Ruby debuggers
Although I do not actively use Smalltalk, I check the Smalltalk blog feeds several times a week because Smalltalkers are often into interesting things. James has been talking about Smalltalk debuggers a lot recently.
While the state of Ruby debuggers is no where near those found in Squeak or VisualWorks Smalltalks, debugging controllers in Ruby on Rails web applications is fairly slick: in development mode code and RHTML templates are dynamically reloaded (CSS style sheets are not, but that is OK). The NetBeans Ruby environment with the "fast debugger" installed is pretty good. That said, I feel that Ruby has some big advantages over Smalltalk for some types of applications, so it is really a personal decision based on what development and deployment requirements are.

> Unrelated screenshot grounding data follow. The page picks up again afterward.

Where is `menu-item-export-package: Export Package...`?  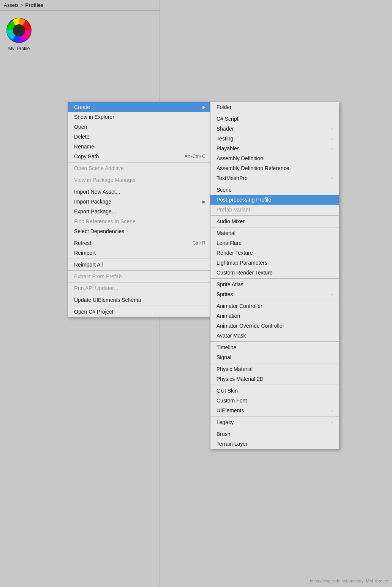 menu-item-export-package: Export Package... is located at coordinates (140, 211).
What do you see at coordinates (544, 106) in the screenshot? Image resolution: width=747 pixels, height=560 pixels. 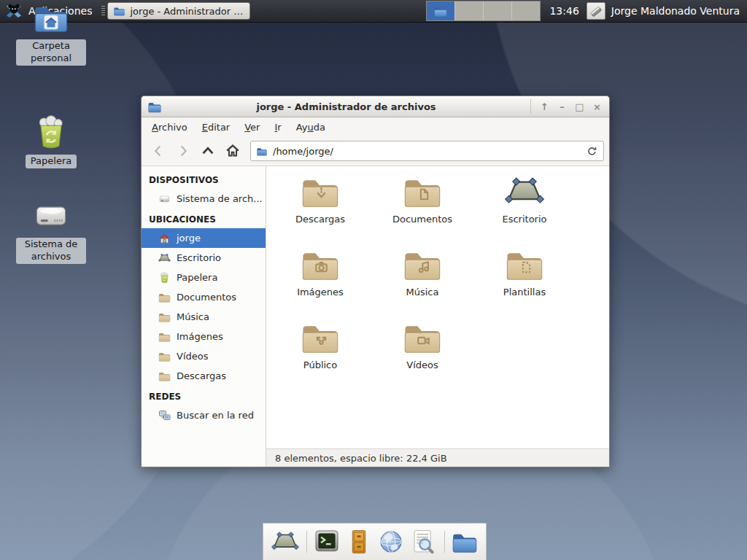 I see `shade-button: ↑` at bounding box center [544, 106].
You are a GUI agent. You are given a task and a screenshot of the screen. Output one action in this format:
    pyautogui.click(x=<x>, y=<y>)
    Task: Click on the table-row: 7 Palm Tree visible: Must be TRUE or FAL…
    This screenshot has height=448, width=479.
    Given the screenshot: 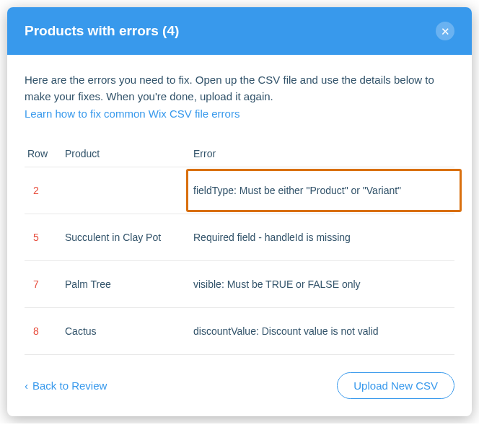 What is the action you would take?
    pyautogui.click(x=240, y=284)
    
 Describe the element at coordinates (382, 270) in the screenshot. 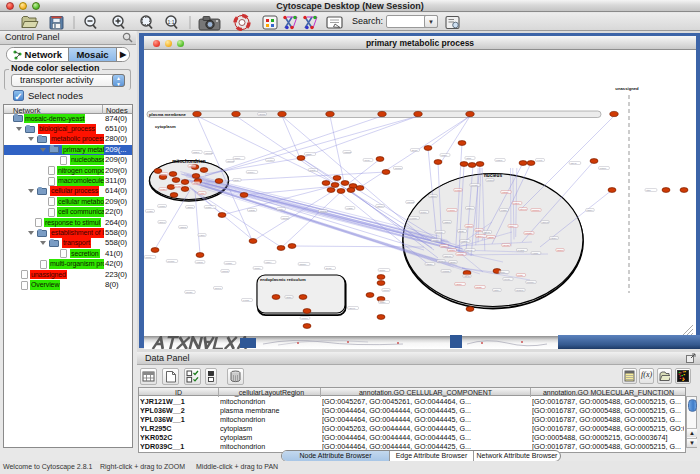

I see `svg-text: (bctn)` at that location.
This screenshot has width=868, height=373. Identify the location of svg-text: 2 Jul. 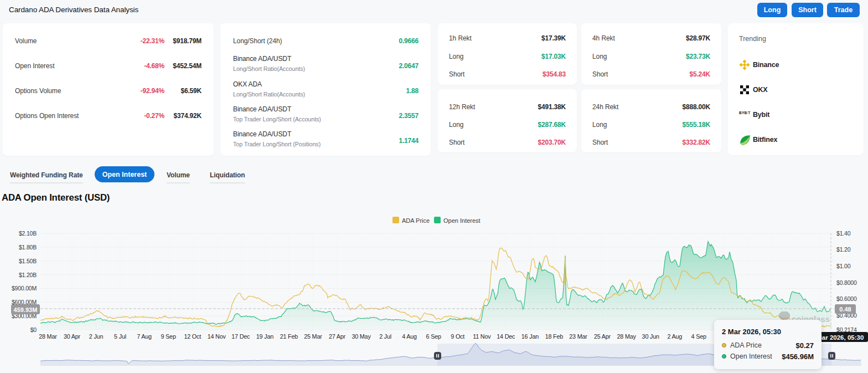
(385, 336).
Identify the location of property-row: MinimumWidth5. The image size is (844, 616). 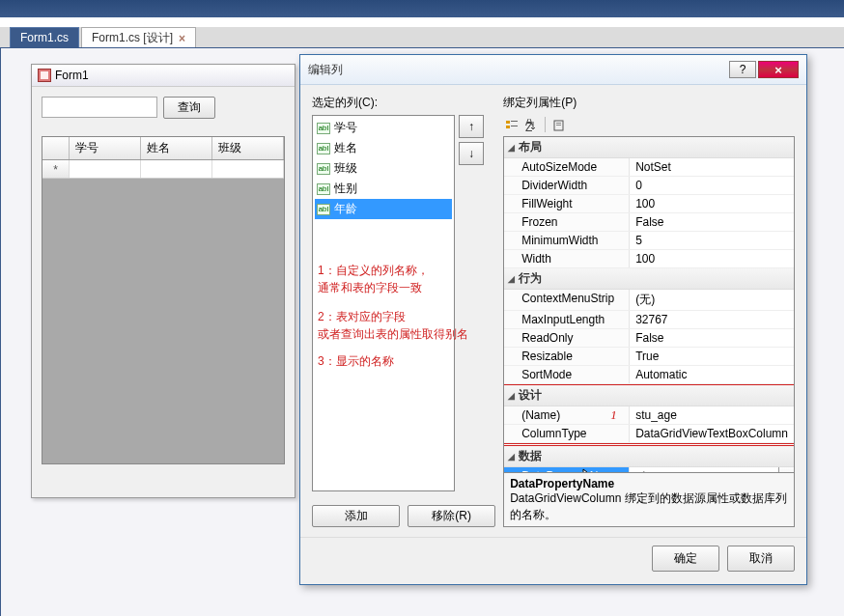
(649, 241).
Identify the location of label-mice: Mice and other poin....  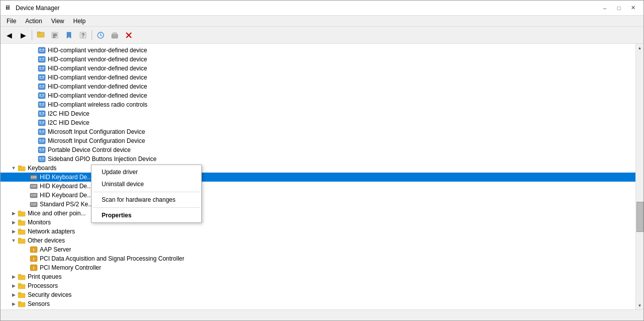
(56, 213).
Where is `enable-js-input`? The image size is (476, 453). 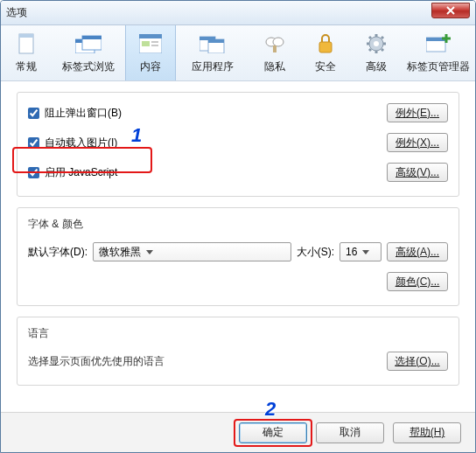 enable-js-input is located at coordinates (33, 173).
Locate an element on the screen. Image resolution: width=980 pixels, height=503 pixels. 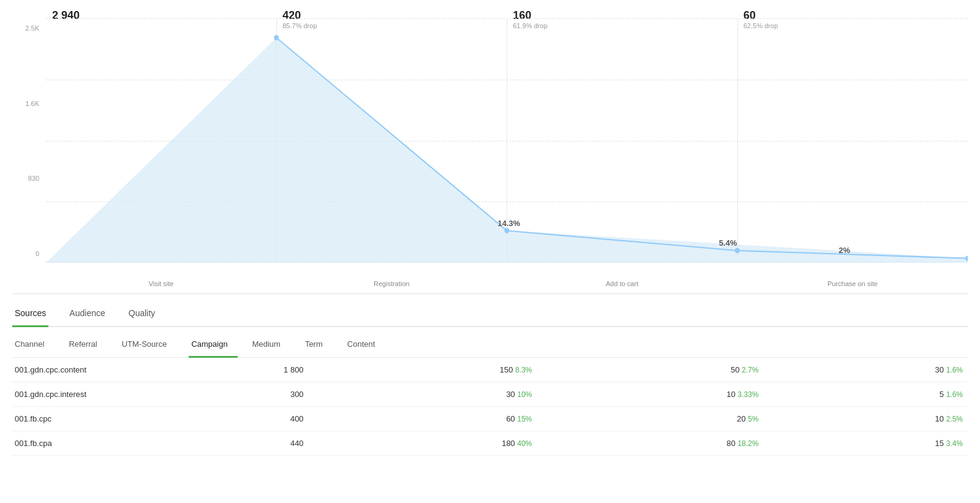
col-tab-channel: Channel is located at coordinates (33, 346).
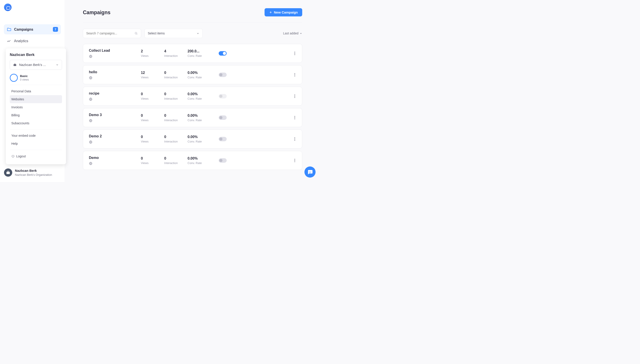 This screenshot has height=364, width=640. I want to click on sidebar: Campaigns 7 Analytics Leads, so click(33, 91).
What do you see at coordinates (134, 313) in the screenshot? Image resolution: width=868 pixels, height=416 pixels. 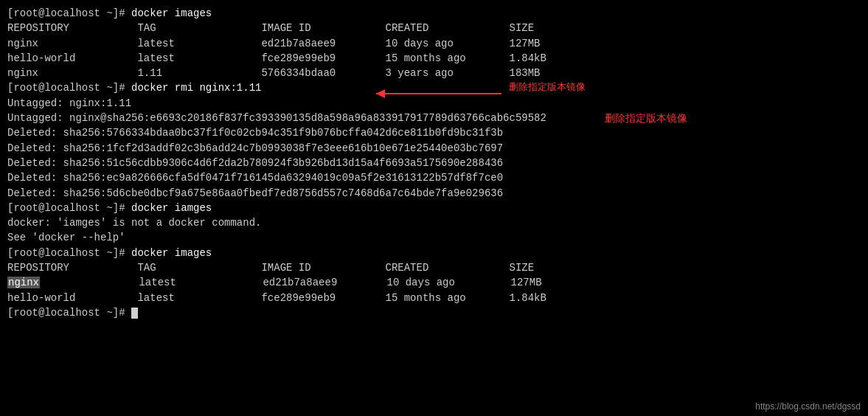 I see `cursor` at bounding box center [134, 313].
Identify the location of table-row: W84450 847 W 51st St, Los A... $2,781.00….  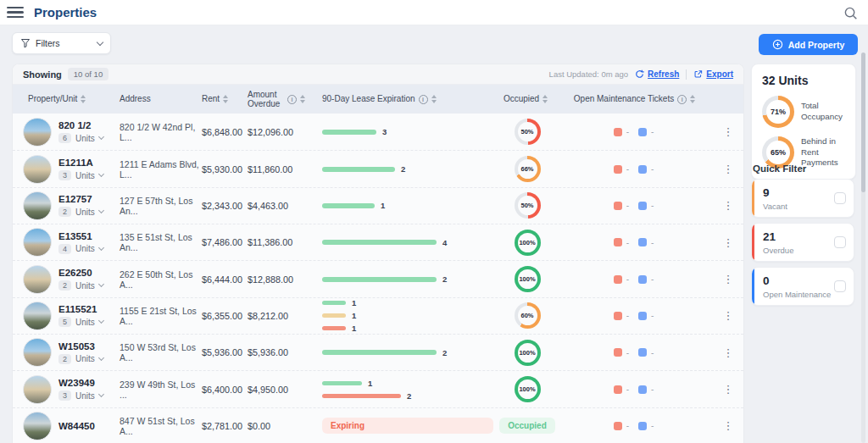
(378, 425).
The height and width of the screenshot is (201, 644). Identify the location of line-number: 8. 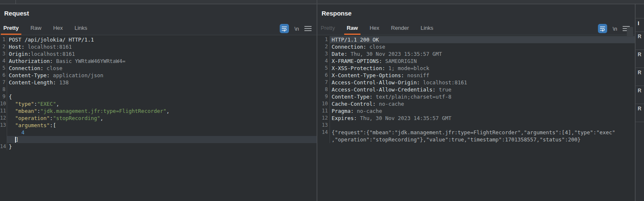
(3, 90).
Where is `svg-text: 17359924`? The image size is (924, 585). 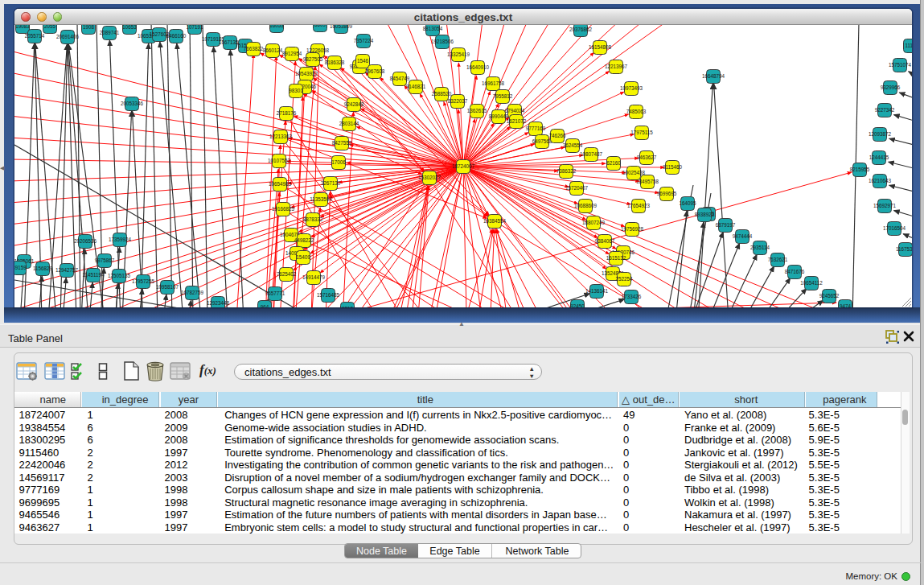
svg-text: 17359924 is located at coordinates (121, 240).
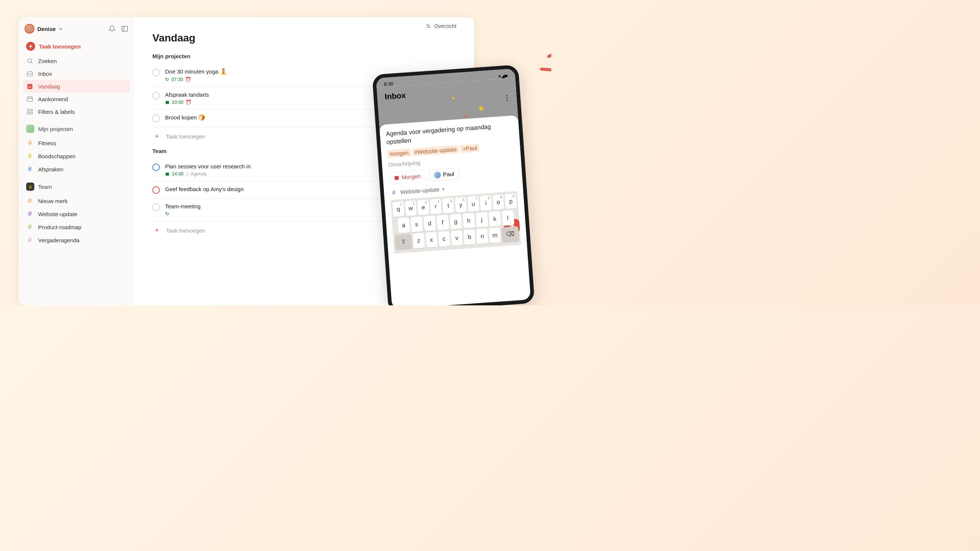 This screenshot has width=980, height=551. Describe the element at coordinates (59, 240) in the screenshot. I see `project-label: Vergaderagenda` at that location.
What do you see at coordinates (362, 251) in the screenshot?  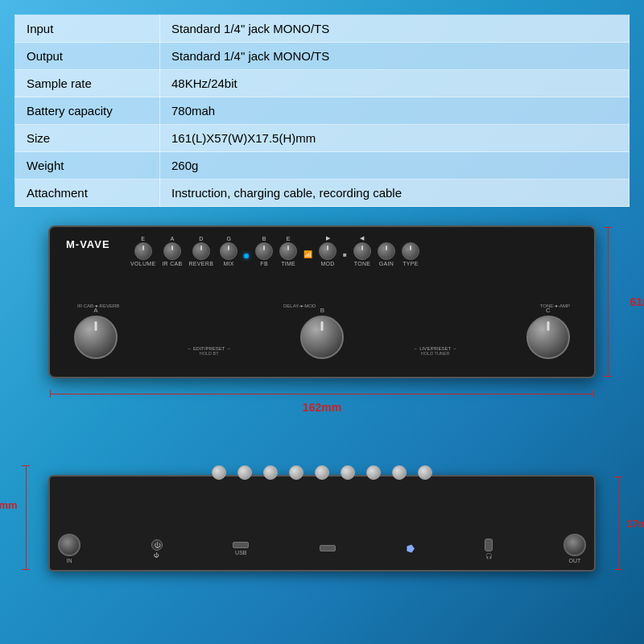 I see `knob-group-tone: ◀ TONE` at bounding box center [362, 251].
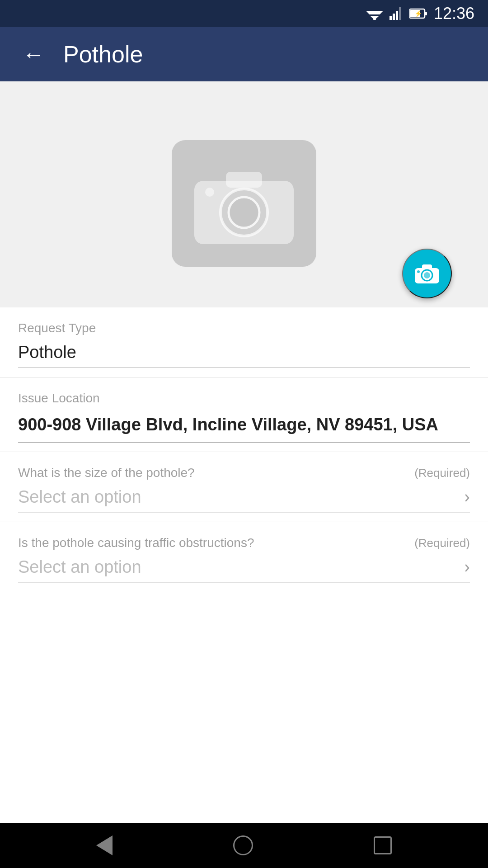 The height and width of the screenshot is (868, 488). Describe the element at coordinates (244, 557) in the screenshot. I see `traffic-obstruction-field: Is the pothole causing traffic obstructi…` at that location.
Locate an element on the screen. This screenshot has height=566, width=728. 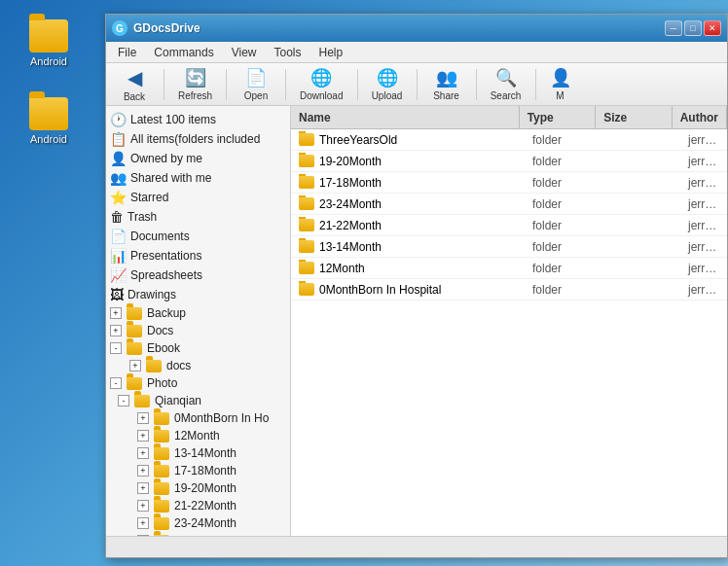
menu-view: View is located at coordinates (244, 53).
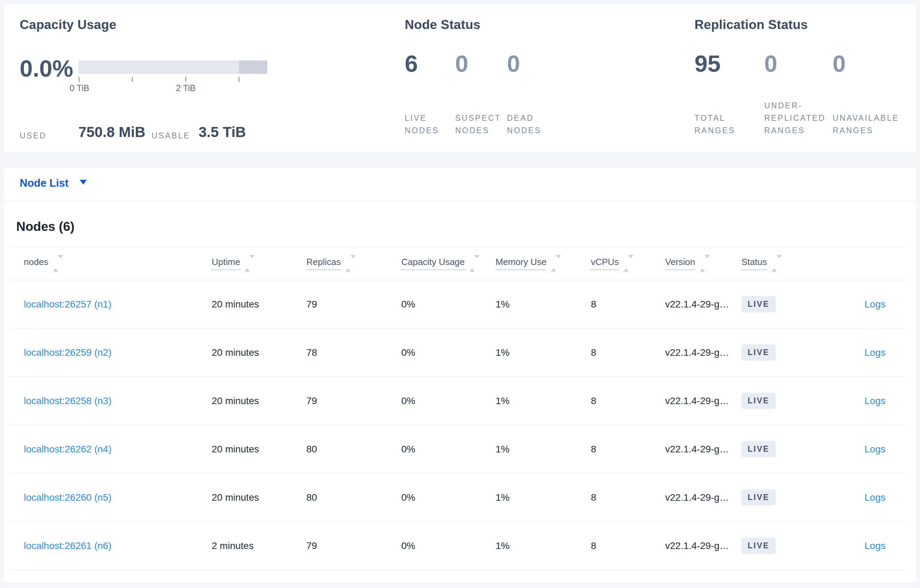 This screenshot has height=588, width=920. Describe the element at coordinates (513, 94) in the screenshot. I see `dead-nodes-metric: 0 DEAD NODES` at that location.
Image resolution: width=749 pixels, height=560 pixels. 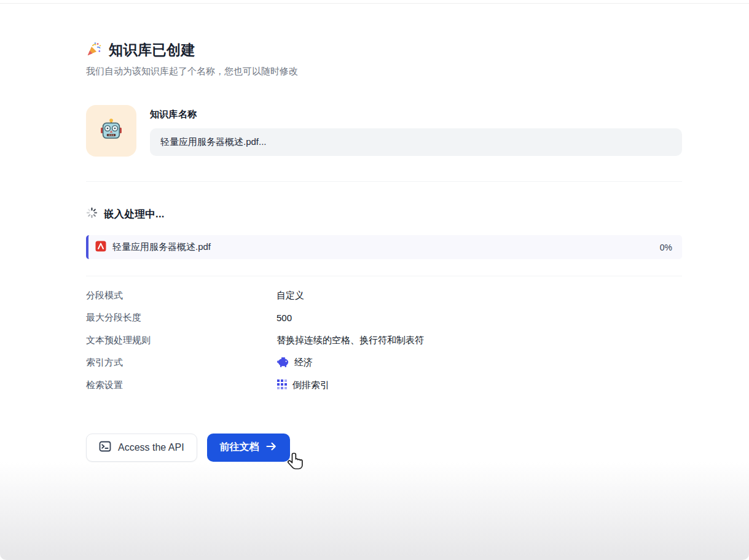 I want to click on file-name: 轻量应用服务器概述.pdf, so click(x=162, y=247).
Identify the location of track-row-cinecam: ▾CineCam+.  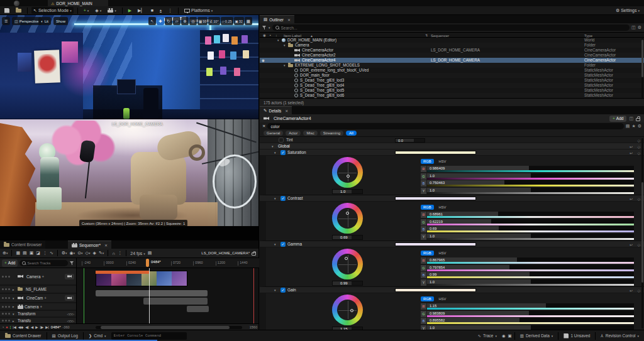
(38, 298).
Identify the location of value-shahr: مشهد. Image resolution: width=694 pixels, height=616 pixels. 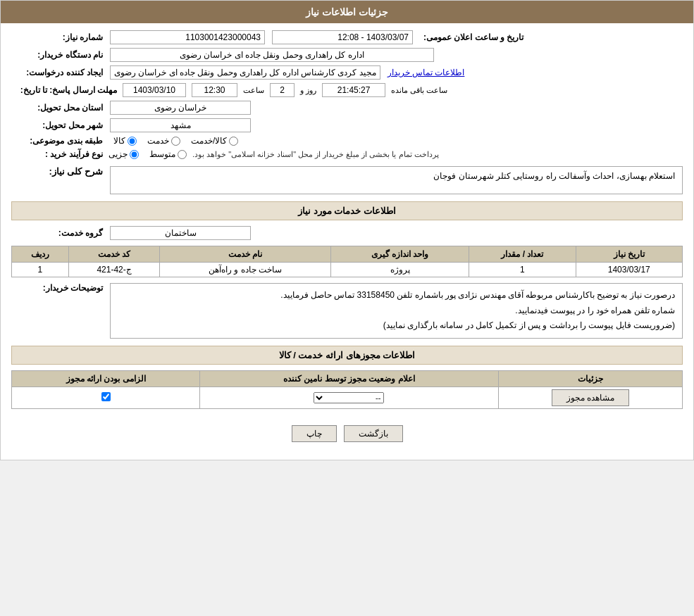
(180, 125).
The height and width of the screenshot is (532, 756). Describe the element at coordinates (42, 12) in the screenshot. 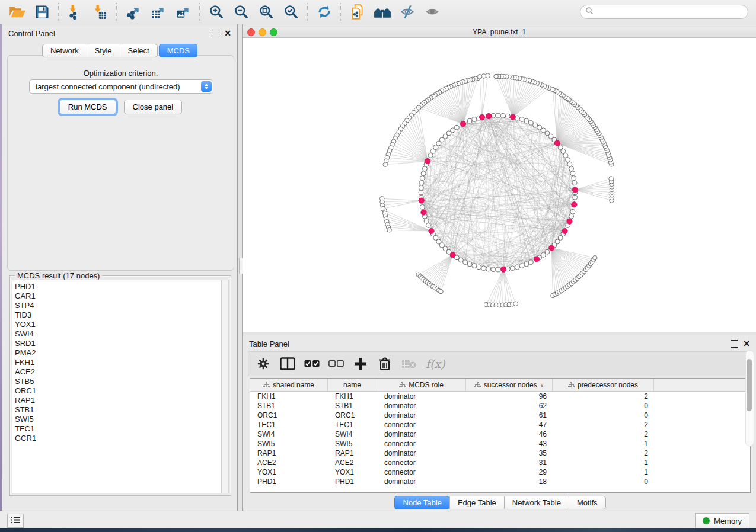

I see `save-icon` at that location.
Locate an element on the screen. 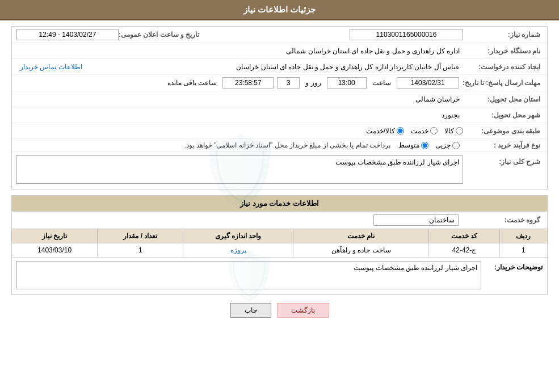  group-service-value: ساختمان is located at coordinates (416, 220).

Using a debugger to step through how Rails controllers are called is also pretty interesting, if not educational.
While the state of Ruby debuggers is no where near those found in Squeak or VisualWorks Smalltalks, debugging controllers in Ruby on Rails web applications is fairly slick: in development mode code and RHTML templates are dynamically reloaded (CSS style sheets are not, but that is OK). The NetBeans Ruby environment with the "fast debugger" installed is pretty good. That said, I feel that Ruby has some big advantages over Smalltalk for some types of applications, so it is really a personal decision based on what development and deployment requirements are.
Using a debugger to step through how Rails controllers are called is also pretty interesting, if not educational.